"Reamde" and Why

When you finish a Neal Stephenson book, you feel like you’ve really accomplished something, except you also sometimes feel like you’ve taken a very long Greyhound bus ride and you’re mostly very tired. So, about 30 days after its release, I have finally gotten through the 1056 pages of Reamde, which is his novel about how a computer virus messed up a credit card scam and a video game, which upset the Russian mob which then intruded upon a terror cell, drawing everyone into a giant international mess. The great stuff is so terrific! Particularly the asides, the thoughts on how minds work, on how the modern world treats us, and all that very “now” stuff. For instance this, in Seattle.

Right?????

And then the action — and this book is 70% action with, as most have noted, great attention to the mechanisms of very specific firearms! — goes from exciting and scary and weird to fairly trudging. There is a really rather interminable part about 2/3rds of the way in, when time stops making sense, and everyone is on planes or containerships or flying back and forth senselessly across the Atlantic, and some amount of days or weeks go by, and he recounts this in methodical, exacting detail, and you have to ask: why? Is it a meta-commentary? Is it an exercise? Is it a comment on mundanity? Is it simple OCD? No idea! In the end, I still love Neal Stephenson, as always, and don’t totally understand why he does what he does, which is better than the alternative I suppose, and also kind of I’d really like a shower and a nap. Mostly I am saying this because: if anyone can fill me in on rationale for this sort of writing, I’d love it.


PROBLEM DETAILS: Find the string "clam" in the records. Copy every line it appears in.

====

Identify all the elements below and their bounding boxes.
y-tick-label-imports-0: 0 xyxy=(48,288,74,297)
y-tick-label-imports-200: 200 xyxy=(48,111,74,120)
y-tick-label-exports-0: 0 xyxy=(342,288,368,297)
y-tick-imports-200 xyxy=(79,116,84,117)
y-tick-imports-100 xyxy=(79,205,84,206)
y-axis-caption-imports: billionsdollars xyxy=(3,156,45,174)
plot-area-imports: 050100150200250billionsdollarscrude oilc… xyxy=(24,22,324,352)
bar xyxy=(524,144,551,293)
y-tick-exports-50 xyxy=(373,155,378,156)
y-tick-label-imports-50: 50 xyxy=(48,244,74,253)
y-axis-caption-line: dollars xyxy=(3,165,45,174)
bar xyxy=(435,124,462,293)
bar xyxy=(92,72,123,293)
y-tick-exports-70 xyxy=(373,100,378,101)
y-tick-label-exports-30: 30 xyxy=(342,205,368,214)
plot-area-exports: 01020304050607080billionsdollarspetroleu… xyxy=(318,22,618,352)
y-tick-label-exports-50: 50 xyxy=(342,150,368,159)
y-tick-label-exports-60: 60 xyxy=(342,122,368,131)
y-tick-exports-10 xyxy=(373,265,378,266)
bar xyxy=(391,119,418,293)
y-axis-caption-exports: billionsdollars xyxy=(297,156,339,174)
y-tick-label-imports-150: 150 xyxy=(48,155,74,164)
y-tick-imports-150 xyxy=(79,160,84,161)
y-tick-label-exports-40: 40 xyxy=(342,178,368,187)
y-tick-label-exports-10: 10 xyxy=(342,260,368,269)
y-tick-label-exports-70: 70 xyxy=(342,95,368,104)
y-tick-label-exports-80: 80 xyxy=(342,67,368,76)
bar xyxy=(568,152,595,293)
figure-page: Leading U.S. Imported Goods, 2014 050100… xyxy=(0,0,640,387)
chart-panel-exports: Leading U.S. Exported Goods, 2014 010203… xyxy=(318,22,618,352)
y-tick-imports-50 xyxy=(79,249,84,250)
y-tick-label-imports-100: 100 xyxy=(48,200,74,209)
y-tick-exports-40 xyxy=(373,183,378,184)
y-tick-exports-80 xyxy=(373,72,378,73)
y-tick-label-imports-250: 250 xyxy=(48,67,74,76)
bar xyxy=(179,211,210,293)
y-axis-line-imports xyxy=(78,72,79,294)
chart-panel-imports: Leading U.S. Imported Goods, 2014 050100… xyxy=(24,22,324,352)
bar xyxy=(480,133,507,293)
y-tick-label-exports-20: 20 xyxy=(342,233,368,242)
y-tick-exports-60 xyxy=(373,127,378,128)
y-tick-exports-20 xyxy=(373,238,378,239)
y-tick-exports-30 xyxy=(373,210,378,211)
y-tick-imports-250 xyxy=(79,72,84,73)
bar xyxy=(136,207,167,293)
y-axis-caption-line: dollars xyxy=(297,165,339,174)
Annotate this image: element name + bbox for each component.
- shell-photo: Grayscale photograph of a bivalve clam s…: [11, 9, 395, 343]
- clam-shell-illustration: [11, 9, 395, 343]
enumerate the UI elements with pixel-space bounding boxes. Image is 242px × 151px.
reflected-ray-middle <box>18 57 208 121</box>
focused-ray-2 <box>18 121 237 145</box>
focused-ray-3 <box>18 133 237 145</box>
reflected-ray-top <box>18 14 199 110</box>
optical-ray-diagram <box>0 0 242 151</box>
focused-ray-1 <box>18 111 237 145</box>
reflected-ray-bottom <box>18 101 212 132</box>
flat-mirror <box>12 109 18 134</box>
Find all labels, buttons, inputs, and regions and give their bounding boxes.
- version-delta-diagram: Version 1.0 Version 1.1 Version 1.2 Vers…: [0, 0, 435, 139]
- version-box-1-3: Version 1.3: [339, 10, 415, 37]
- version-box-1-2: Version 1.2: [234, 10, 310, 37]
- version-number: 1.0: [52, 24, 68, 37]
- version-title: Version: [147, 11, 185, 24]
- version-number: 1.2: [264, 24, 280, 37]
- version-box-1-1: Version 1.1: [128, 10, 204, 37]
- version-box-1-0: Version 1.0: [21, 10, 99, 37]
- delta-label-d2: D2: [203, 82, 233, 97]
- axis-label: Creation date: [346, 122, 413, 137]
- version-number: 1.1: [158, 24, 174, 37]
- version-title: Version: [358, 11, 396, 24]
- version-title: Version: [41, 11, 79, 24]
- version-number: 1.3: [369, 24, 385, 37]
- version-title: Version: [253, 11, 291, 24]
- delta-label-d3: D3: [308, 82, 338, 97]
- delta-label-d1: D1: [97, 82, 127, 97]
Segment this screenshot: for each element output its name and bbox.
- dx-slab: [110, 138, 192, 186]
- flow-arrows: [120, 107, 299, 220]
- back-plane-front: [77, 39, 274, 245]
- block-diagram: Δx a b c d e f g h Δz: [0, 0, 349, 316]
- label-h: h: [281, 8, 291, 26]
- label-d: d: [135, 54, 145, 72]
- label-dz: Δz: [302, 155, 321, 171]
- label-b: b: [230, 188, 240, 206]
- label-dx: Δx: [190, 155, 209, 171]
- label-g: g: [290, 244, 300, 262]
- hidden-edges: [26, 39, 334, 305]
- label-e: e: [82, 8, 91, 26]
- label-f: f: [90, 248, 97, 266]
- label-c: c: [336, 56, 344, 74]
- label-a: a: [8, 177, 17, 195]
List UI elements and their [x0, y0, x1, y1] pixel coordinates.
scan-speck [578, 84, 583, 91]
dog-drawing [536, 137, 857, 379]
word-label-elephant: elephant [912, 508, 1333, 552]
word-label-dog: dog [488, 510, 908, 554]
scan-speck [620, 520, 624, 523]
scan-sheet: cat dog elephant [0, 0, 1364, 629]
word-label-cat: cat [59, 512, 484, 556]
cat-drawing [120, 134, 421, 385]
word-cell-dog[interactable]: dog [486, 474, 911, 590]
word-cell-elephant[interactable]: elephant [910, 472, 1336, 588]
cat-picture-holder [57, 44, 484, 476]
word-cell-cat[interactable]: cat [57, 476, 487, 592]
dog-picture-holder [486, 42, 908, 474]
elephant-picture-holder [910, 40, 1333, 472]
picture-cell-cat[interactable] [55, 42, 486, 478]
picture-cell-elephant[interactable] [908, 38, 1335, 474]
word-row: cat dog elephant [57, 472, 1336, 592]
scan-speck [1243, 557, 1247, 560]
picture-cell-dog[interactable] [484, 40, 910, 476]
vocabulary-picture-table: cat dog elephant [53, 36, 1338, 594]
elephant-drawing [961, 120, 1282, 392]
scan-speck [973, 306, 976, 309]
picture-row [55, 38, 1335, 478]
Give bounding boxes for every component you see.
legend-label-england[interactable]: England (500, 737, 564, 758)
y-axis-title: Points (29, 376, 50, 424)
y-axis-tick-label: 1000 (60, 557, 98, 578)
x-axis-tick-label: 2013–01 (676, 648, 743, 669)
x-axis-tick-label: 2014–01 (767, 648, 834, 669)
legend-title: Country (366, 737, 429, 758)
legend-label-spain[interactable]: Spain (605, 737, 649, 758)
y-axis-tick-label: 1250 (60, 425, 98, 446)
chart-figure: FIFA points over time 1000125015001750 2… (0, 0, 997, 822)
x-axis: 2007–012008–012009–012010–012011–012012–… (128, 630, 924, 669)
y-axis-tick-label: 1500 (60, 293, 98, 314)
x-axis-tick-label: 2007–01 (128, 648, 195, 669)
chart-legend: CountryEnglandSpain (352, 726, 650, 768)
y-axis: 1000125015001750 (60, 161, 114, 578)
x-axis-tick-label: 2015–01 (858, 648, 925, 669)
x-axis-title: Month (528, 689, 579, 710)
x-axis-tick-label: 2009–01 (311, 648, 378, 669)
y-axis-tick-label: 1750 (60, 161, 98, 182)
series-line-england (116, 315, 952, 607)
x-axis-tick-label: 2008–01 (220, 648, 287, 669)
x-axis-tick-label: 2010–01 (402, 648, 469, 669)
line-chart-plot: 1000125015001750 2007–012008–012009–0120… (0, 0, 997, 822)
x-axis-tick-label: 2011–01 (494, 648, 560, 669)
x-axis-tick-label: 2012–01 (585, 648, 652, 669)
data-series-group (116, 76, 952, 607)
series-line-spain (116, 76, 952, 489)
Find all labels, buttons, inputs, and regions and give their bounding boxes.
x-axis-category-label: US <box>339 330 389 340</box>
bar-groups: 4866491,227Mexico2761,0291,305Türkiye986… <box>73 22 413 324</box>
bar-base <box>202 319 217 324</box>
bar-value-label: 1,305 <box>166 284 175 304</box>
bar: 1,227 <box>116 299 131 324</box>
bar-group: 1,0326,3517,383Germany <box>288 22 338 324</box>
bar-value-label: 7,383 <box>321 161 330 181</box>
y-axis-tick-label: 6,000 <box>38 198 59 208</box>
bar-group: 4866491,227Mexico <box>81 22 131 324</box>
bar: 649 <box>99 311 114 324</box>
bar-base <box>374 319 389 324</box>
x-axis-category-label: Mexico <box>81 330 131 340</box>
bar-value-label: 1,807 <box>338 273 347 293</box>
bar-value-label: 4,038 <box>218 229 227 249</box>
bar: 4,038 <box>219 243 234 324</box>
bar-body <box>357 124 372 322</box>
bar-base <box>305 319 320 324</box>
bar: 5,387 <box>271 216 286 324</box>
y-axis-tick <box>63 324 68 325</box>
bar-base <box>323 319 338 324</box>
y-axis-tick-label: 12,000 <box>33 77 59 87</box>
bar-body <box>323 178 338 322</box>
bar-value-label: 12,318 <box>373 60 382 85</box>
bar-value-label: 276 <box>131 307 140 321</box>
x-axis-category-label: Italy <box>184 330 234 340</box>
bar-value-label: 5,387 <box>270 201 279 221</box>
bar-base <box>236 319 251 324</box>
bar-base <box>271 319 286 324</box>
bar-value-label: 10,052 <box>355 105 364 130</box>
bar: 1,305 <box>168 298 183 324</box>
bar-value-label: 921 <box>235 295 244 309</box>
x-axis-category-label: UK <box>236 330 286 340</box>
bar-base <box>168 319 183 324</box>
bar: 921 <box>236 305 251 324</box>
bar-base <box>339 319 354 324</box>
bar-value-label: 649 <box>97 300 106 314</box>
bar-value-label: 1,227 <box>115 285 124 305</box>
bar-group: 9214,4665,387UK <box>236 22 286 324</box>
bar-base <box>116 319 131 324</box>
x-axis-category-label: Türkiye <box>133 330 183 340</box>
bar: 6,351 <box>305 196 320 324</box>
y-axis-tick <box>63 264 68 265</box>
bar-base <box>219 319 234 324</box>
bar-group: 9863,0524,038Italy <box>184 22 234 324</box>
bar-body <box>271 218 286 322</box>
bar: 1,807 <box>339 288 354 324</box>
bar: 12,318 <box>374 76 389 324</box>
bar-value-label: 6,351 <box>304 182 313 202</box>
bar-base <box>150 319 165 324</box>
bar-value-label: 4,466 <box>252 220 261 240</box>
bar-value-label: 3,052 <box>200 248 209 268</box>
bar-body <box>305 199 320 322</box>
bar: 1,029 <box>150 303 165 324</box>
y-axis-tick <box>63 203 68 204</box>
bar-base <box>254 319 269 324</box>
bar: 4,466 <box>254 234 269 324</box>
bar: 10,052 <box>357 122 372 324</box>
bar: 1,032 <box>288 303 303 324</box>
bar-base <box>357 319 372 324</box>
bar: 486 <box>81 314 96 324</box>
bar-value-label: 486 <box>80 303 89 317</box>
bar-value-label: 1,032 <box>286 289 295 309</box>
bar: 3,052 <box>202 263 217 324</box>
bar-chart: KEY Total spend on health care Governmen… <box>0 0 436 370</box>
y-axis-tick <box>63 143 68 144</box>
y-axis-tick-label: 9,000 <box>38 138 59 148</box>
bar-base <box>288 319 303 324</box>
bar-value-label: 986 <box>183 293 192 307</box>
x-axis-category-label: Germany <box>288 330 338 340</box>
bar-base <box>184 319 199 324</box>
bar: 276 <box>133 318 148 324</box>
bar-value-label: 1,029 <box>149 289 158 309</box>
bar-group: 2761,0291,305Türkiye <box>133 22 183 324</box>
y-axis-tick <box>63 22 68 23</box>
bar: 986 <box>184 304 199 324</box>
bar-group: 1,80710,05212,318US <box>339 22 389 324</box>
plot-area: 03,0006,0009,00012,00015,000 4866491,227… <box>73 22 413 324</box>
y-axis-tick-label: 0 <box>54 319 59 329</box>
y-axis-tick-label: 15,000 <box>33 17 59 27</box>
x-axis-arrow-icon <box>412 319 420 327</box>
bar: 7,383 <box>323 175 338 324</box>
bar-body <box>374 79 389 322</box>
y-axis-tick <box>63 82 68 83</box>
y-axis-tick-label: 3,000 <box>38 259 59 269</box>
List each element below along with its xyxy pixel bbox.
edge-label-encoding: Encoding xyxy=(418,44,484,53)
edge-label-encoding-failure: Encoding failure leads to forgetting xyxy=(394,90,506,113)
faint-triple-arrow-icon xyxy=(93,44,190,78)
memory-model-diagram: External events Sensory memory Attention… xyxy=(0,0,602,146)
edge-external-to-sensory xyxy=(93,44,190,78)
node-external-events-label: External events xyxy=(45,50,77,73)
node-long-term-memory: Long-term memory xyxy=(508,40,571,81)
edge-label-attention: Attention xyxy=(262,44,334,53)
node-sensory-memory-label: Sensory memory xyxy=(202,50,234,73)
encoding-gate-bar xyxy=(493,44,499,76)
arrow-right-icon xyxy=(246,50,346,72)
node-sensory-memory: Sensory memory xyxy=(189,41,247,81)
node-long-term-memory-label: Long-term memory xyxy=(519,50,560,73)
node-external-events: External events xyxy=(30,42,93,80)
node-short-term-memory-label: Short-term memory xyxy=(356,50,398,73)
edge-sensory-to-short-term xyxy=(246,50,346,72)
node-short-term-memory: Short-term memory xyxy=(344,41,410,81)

====

ANSWER TO THE EXERCISE:
- shell-photo: Grayscale photograph of a bivalve clam s…: [11, 9, 395, 343]
- clam-shell-illustration: [11, 9, 395, 343]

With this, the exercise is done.